Bharat Sundaresan—the Indian journalist, who in 2017, wrote a story about the struggles of former West Indies fast bowler Patrick Patterson—has started a GoFundMe page to raise funds for the beleaguered Jamaican.
Sundaresan intends to raise US$20,000 to help the 59-year-old Patterson, who took 93 wickets in 28 Tests between 1986 and 1993.
“Mr Patterson is currently struggling to even purchase groceries and to make sure he gets two meals a day. This is a plea not only to the cricketing community but to everyone who he entertained with his breath-taking displays of raw pace and that inimitable bowling action which has been attempted in every gully and backyard around the world,” the journalist said on the fundraiser page.
So far, the fund has raised just over US$13,000.
Writing for the Indian Express in 2017, Sundaresan travelled to Jamaica on several occasions in search of Patterson. He eventually found the tear-away fast bowler, whom he discovered suffers from memory lapses that have caused him to remember little from his heydays.
“While Patterson is, at times, lucid, his mind seems to be in a state of flux, swinging between reality and imagination, between what happened and what he presumes had happened,” Sundaresan wrote.
“One moment, Patterson says he doesn’t know women played cricket at the highest level, the next moment he asks why the Indian Prime Minister has visited Israel after so many years. He insists that he wants to take me on a drive to show me Kingston the next time we meet, but then he reveals that he has a car that hasn’t been used for 10 years and is rotting like everything else inside his home, including its sole occupant.”
In addition to his 93 Test wickets, Patterson also took 90 ODI wickets for the West Indies and was among the most feared of the West Indies attack.
During the tour of India in the late 1980s, Patterson destroyed the home side’s batting line up taking his Test-best figures of 5 for 24 in his first innings of the first Test at New Delhi as India crumbled to 75 all out. The Jamaican would go on to take 17 wickets during the series.
Patterson was dropped during the 1993 tour of South Africa following building tensions between the bowler and Cricket West Indies administrators. During the tour of Australia that year, he walked off the field in Brisbane without telling Captain Richie Richardson.
He disappeared from public view shortly thereafter and was hardly seen again for more than two decades.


THE TASK: Report how many lines in the records carry the string "bounding", and give no further text.

*** MATERIAL SUPPLIED Section Begins ***

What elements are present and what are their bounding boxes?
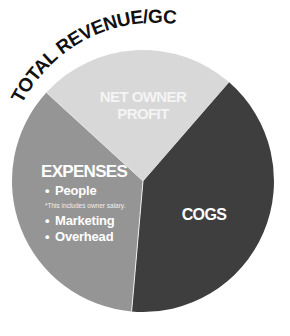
expense-item-overhead: Overhead (55, 229, 114, 244)
expense-note-owner-salary: *This includes owner salary. (45, 202, 126, 210)
label-net-owner-profit-line1: NET OWNER (100, 88, 187, 105)
label-cogs: COGS (182, 206, 228, 223)
bullet-marker: • (45, 229, 50, 244)
label-expenses: EXPENSES (41, 162, 127, 181)
bullet-marker: • (45, 183, 50, 198)
expense-item-people: People (55, 183, 96, 198)
bullet-marker: • (45, 213, 50, 228)
label-net-owner-profit-line2: PROFIT (117, 105, 169, 122)
expense-item-marketing: Marketing (55, 213, 115, 228)
pie-chart: TOTAL REVENUE/GCI NET OWNER PROFIT COGS … (0, 0, 290, 336)
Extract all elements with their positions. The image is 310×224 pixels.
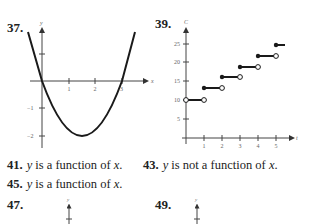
svg-text:y: y [194,197,198,202]
partial-graphs: y y [0,0,310,224]
svg-text:y: y [66,197,70,202]
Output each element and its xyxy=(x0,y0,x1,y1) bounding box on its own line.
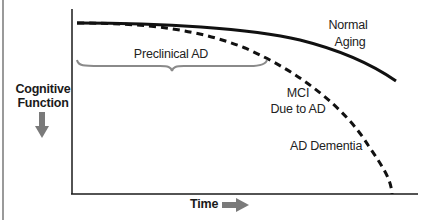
mci-label-line1: MCI xyxy=(287,86,309,100)
y-axis-label-line2: Function xyxy=(17,96,68,110)
down-arrow-icon xyxy=(35,112,49,138)
ad-dementia-label: AD Dementia xyxy=(290,139,362,153)
x-axis-label: Time xyxy=(190,197,218,211)
preclinical-ad-label: Preclinical AD xyxy=(134,47,208,61)
normal-aging-label-line1: Normal xyxy=(328,18,367,32)
mci-label-line2: Due to AD xyxy=(270,102,325,116)
normal-aging-label-line2: Aging xyxy=(335,35,366,49)
right-arrow-icon xyxy=(222,198,249,212)
preclinical-brace xyxy=(77,60,267,71)
diagram-canvas xyxy=(0,0,436,220)
y-axis-label-line1: Cognitive xyxy=(15,82,70,96)
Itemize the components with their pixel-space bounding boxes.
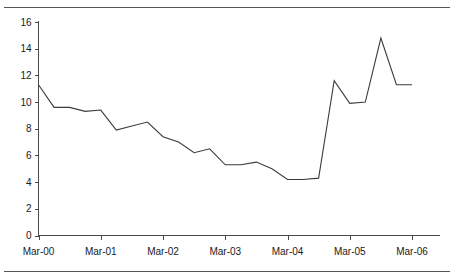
x-tick-label: Mar-00 (23, 246, 55, 257)
y-tick-label: 2 (26, 203, 32, 214)
x-tick-label: Mar-05 (334, 246, 366, 257)
x-tick-label: Mar-04 (272, 246, 304, 257)
y-tick-label: 6 (26, 150, 32, 161)
x-tick-label: Mar-01 (85, 246, 117, 257)
x-tick-label: Mar-06 (396, 246, 428, 257)
y-tick-label: 14 (20, 43, 32, 54)
y-tick-label: 16 (20, 17, 32, 28)
y-tick-label: 8 (26, 123, 32, 134)
chart-background (0, 0, 454, 280)
chart-figure: 0246810121416 Mar-00Mar-01Mar-02Mar-03Ma… (0, 0, 454, 280)
y-tick-label: 10 (20, 97, 32, 108)
line-chart: 0246810121416 Mar-00Mar-01Mar-02Mar-03Ma… (0, 0, 454, 280)
x-tick-label: Mar-02 (147, 246, 179, 257)
y-tick-label: 4 (26, 177, 32, 188)
y-tick-label: 12 (20, 70, 32, 81)
y-tick-label: 0 (26, 230, 32, 241)
x-tick-label: Mar-03 (209, 246, 241, 257)
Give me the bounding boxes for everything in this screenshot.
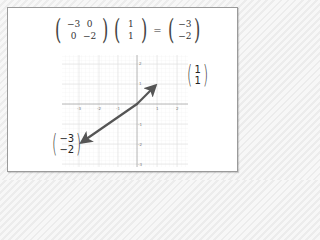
- x-tick-label: -3: [77, 106, 81, 111]
- y-tick-label: -2: [138, 142, 142, 147]
- vector-label-entry: 1: [194, 64, 200, 75]
- coordinate-plot: -3 -2 -1 1 2 2 1 -1 -2 -3: [0, 0, 249, 180]
- y-tick-label: -3: [138, 162, 142, 167]
- vector-label-1-1: ( 1 1 ): [185, 62, 210, 88]
- y-tick-label: -1: [138, 122, 142, 127]
- vector-label-neg3-neg2: ( −3 −2 ): [50, 131, 84, 157]
- vector-label-entry: −2: [59, 144, 74, 155]
- vector-label-entry: 1: [194, 75, 200, 86]
- x-tick-label: -2: [97, 106, 101, 111]
- vector-label-entry: −3: [59, 133, 74, 144]
- x-tick-label: -1: [116, 106, 120, 111]
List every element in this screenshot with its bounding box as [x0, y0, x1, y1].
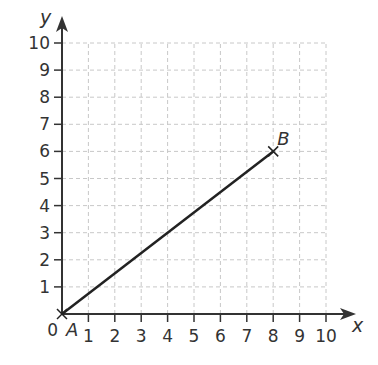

*** MATERIAL SUPPLIED Section Ends ***

FINAL ANSWER: 5